You need to understand the history of Home Depot’s different supply chain solutions, from the beginning until now. They have adeptly utilized every ‘solution of the moment’ to keep there myriad SKUs in stock, and to handle that freight in the cheapest way possible. Lest we forget, the direct to store model enabled Home Depot to eclipse its traditional competitors and enabled them to work on lower margins (Remember Everyday Low Price”?).

The difference between cross docking and RDC must be of value, as they see it, and I wonder if the economics of the times, the saturation of the stores, and the ‘dis-economics’ of that saturation have led them to this current iteration. No dummies, these guys.

M. Jericho Banks PhD
M. Jericho Banks PhD
13 years ago

Supermarket chain logistics are the most fragile due to the shelf lives of many of the products. Fashion retailer logistics would be next in fragility due to, well, fashion. Way at the end of the “fragilometer” in terms of logistics comes nuts and bolts and lumber and bricks – the DIY channel (no, not the TV channel by the same name).

But all retailers share an equal fragility – out-of-stocks. Sid Raisch, in his comments, and Holifield, in the article, nailed (pardon the pun) the central issue for this discussion: If you are a project-oriented bidness, you’d better have all the ingredients in stock. Ever gone to the grocery store with a recipe in hand, intent on buying all of the ingredients but finding that some were unavailable? Same thing.

While I’m equidistant between a Home Depot and a Lowe’s (about five minutes in each direction), as a non-project-oriented shopper I find that I have to shop both stores for what I want due to out-of-stocks and never-stocks. Bits and pieces. Gimcracks and gewgaws. Lightbulbs, of all things! Thus, the WIIFM (What’s In It For Me) is greatly different from the project guys, but I’ll bet there’s a lot of folks out there like me. Hey, Home Depot, WIIFM?

Doug Stephens
Doug Stephens
13 years ago

From the research I’m doing, this has less to do with inventory turns and more to do with a fundamental shift in category demand. I think Home Depot is anticipating a qualitative and quantitative reset in what gets sold.

On the qualitative side, consumer tastes and preferences in home decor are going to be shifting more rapidly with more diversity across a growing number of niche consumer segments, geography and economic regions.
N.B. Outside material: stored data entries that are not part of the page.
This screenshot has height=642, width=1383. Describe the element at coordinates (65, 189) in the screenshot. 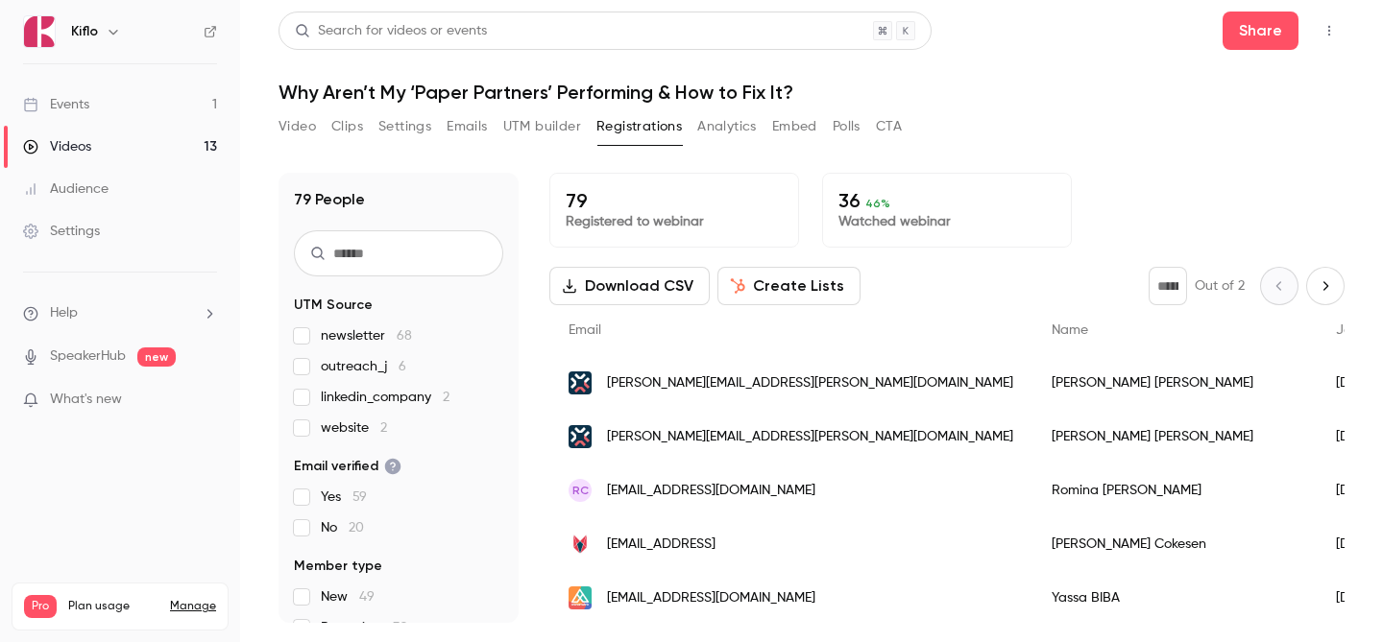

I see `div: Audience` at that location.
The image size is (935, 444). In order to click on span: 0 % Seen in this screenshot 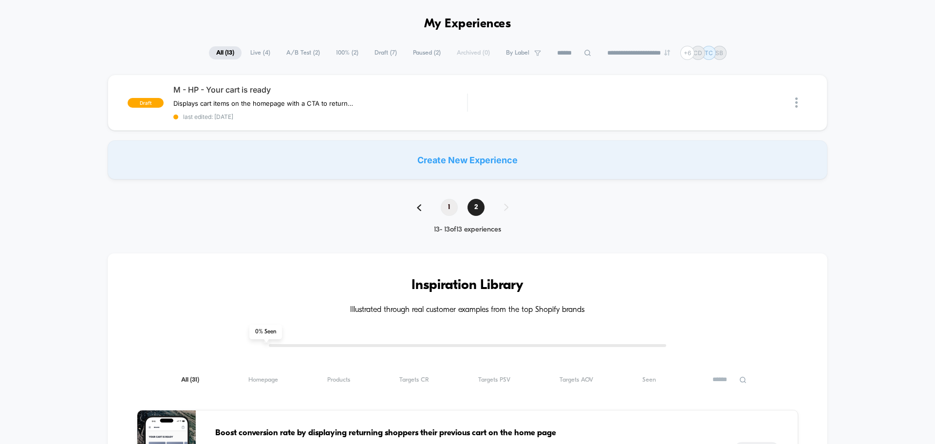, I will do `click(265, 332)`.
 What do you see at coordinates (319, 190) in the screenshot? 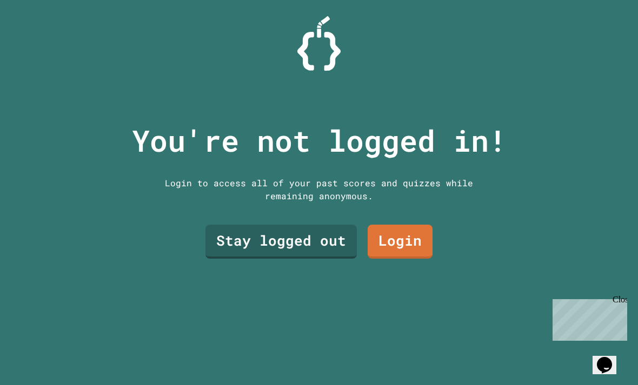
I see `div: Login to access all of your past scores and quizzes while remaining anonymous.` at bounding box center [319, 190].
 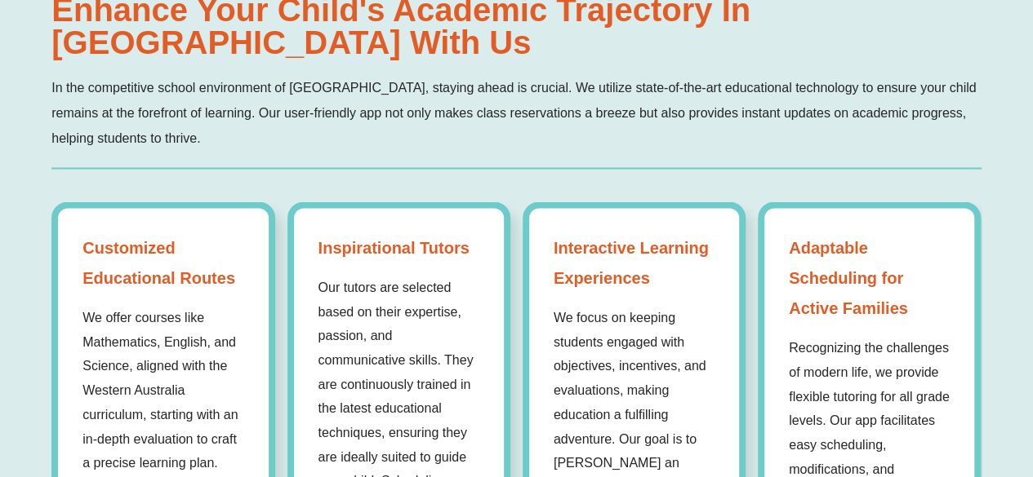 What do you see at coordinates (162, 263) in the screenshot?
I see `strong: Customized Educational Routes` at bounding box center [162, 263].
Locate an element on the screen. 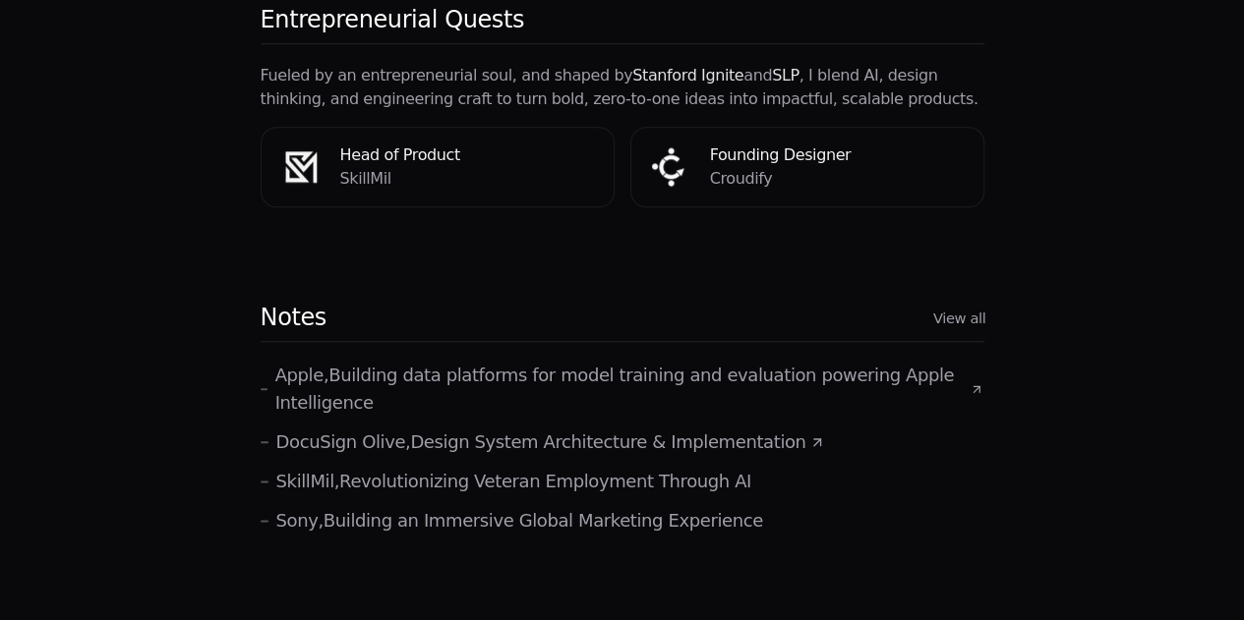 The width and height of the screenshot is (1244, 620). a: Stanford Ignite is located at coordinates (687, 75).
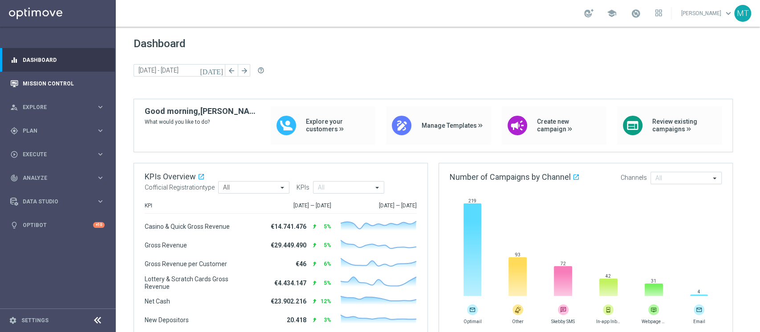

On the quantitative side, with the Boomers chilling out on home improvement spending, we can expect a normalization in demand for these products. We simply won’t be buying as much stuff.

Increasing inventory turns is what Wall Street wants to hear but the truth is the days of “stack it high and watch it fly” in the home improvement category are over – for now at least.

george dellon
george dellon
13 years ago

1) Lest we forget, the web and the opportunity to lower freight costs. 2) Stack ’em high left when Bernie & Arthur left, as did the original entrepreneurial spirit that allowed for such great growth, and became difficult to manage when they got so big…and when the GE form of ‘measure everything’ took hold.

Right or wrong, they’re still the biggest, and from my experience, they seem to be more in-stock than their largest competitor. And don’t forget the Co-Ops; how well their DCs seem to work.

John Crossman
John Crossman
13 years ago

They have some very impressive people and I expect this area will continue to improve.